Exercise.
Please state the number of lines in the records below that contain the string "will", and nothing further.

Collected data entries
——

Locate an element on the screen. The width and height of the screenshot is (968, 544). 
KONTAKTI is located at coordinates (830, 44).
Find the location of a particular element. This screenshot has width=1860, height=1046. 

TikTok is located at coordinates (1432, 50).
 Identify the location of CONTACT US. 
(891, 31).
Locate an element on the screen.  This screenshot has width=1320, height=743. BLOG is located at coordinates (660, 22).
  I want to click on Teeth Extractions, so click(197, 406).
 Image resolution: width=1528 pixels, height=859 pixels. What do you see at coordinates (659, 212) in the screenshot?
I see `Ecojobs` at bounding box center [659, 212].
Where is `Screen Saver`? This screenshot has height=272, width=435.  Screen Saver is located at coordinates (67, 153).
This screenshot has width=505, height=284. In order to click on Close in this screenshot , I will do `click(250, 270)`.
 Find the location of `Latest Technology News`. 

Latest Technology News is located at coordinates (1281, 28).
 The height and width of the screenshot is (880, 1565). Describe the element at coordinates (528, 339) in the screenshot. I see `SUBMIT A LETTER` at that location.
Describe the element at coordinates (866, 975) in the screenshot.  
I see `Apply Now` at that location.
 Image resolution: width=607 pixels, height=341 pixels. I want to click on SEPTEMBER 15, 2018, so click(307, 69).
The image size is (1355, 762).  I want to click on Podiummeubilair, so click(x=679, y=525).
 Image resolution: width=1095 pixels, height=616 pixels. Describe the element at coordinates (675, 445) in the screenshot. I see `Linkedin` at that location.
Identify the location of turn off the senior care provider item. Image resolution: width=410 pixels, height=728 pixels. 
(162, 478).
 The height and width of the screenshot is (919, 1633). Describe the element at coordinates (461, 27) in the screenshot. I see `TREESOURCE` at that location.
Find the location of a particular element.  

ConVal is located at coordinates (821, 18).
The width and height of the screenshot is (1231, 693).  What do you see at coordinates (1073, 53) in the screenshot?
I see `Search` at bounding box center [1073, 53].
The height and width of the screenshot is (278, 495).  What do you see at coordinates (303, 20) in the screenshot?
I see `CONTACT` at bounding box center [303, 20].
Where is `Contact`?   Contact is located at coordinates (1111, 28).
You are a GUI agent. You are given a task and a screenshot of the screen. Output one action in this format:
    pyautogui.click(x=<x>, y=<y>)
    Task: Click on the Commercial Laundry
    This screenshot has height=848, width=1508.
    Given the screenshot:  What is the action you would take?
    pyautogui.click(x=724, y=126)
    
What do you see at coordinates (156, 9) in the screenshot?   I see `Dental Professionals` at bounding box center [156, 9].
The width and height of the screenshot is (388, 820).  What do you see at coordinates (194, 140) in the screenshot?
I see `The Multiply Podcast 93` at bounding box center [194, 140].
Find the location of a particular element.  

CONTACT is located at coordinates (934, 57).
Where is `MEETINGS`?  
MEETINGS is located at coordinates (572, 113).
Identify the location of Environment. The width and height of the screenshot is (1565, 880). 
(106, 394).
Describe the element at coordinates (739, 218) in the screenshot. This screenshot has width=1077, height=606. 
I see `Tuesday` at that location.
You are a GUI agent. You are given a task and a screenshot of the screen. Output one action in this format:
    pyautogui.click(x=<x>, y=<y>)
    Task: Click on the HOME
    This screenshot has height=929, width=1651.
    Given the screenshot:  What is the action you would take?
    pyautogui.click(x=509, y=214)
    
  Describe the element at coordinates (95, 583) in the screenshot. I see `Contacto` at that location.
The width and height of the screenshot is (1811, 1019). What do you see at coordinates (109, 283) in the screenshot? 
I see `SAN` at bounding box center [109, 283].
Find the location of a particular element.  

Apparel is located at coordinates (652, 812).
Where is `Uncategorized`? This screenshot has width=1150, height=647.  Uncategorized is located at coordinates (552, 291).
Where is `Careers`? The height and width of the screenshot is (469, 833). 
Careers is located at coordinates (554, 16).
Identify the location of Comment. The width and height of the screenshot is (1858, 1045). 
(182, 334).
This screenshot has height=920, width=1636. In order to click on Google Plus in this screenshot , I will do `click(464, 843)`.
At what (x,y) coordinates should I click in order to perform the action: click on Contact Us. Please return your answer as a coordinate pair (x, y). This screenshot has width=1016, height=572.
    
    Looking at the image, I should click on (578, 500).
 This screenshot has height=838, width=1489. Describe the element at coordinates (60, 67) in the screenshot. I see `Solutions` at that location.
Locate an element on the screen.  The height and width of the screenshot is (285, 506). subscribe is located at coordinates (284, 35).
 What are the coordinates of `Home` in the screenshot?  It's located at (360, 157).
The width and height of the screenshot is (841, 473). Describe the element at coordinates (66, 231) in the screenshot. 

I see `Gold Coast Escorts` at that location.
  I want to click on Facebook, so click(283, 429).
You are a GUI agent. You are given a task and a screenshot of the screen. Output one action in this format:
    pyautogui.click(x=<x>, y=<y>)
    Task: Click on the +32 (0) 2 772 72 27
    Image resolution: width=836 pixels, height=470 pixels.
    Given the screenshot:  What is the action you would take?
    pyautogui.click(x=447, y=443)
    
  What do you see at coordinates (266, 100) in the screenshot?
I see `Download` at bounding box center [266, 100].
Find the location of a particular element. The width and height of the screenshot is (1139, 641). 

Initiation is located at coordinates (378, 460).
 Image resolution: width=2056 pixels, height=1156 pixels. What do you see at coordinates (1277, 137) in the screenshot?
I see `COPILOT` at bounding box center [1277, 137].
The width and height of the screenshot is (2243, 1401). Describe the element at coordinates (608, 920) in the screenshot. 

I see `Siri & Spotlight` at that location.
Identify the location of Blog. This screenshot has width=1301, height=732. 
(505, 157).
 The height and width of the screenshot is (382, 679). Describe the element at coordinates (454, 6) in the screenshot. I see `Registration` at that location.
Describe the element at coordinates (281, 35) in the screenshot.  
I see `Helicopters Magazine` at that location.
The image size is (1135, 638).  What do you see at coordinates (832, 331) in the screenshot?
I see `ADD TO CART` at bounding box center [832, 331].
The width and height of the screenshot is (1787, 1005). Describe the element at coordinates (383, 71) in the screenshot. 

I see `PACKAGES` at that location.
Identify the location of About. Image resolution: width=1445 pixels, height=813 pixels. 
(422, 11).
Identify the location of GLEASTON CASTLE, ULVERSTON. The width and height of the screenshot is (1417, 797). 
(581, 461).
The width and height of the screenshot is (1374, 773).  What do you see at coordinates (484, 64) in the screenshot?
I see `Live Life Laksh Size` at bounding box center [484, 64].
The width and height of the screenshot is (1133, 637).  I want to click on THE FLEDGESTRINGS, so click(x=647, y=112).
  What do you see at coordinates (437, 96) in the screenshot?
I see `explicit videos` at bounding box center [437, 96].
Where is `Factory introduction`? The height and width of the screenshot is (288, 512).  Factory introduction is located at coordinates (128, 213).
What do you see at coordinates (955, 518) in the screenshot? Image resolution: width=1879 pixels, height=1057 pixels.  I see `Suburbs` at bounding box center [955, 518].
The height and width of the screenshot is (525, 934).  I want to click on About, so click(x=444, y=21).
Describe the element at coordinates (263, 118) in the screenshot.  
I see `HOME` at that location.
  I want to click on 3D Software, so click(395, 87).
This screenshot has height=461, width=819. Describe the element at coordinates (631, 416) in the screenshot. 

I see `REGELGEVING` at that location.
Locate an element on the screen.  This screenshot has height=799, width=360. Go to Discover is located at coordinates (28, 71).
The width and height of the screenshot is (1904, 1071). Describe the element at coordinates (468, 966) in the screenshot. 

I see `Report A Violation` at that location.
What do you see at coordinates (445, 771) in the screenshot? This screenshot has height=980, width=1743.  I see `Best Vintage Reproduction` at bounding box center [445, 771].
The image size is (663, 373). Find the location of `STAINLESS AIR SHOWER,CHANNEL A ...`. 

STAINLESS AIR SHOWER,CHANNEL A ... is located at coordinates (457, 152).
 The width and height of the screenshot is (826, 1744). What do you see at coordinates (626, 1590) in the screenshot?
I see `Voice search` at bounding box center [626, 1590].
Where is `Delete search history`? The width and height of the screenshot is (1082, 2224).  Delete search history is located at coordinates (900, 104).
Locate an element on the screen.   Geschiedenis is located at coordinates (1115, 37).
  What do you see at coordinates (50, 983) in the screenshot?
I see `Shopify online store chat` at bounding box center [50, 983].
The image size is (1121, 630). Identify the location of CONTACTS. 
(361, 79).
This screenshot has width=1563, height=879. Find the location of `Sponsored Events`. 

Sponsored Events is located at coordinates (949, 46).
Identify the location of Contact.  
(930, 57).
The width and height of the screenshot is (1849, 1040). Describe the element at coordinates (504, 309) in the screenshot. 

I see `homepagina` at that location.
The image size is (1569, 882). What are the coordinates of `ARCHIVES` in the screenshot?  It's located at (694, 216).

——

Task solution.
2